Although amapiano has ascended from South African golf equipment to the worldwide charts, the broad enchantment of “Water” lies in Tyla’s voice, which appears attuned to up to date R&B in the identical approach that Rihanna’s debut single “Pon de Replay” was geared to separate the center between pop and dancehall. Tyla’s pre-“Water” music, crafted not lengthy after she graduated highschool, inclined in direction of the underground; her first single “Getting Late,” from 2019, emphasised the sparse interaction between her angelic voice and club-centric 808s. “Been Pondering,” from 2021, had its personal anthemic refrain and a intelligent interpolation of Nelly’s “Sizzling in Herre,” displaying her admiration for Y2K-era radio hits on a rhythm whose lineage threaded by South African kwaito and again to a different diasporic style, UK funky.

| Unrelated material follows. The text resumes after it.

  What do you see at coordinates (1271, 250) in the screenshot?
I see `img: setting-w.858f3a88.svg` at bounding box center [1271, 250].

On her debut album Tyla, she flexes her constancy to pop-R&B, weaving by its lingua franca—attraction to unhealthy boys, puzzlement over unhealthy boys, and eventually the cathartic elation of shifting on. It helps that the album pulses with amapiano’s log-drum heartbeat, with Wizkid collaborator and “Water” producer Sammy SoSo co-helming most tracks and brushing them to silky fluidity. The terrain is acquainted however Tyla is playful inside it, as on “Breathe Me,” a tune about intercourse with a paramedic analogy (“Mouth to mouth while you’re touching me/Open up child I’ll fill your lungs/CPR”) and a song-length meditation on how Tyla’s physique is worthy of a high-end gallery (“ART”).

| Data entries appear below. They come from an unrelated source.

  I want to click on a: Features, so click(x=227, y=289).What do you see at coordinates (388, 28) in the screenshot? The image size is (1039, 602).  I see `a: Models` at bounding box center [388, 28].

She’s a savvy singer, able to a full belt whereas largely residing within the realm of sensuous breathiness, which provides her songs the air of an inside monologue. The vocal intimacy betrays her influences—she’s studied the Aaliyah canon—and her rendition is dedicated however cool, like she’s singing from the again of the membership and hasn’t but eliminated her sun shades. In “On and On,” the Babygirlest of those tracks in title and execution, she unwinds the refrain as if whispering a secret, her simple melisma slinking by the bass.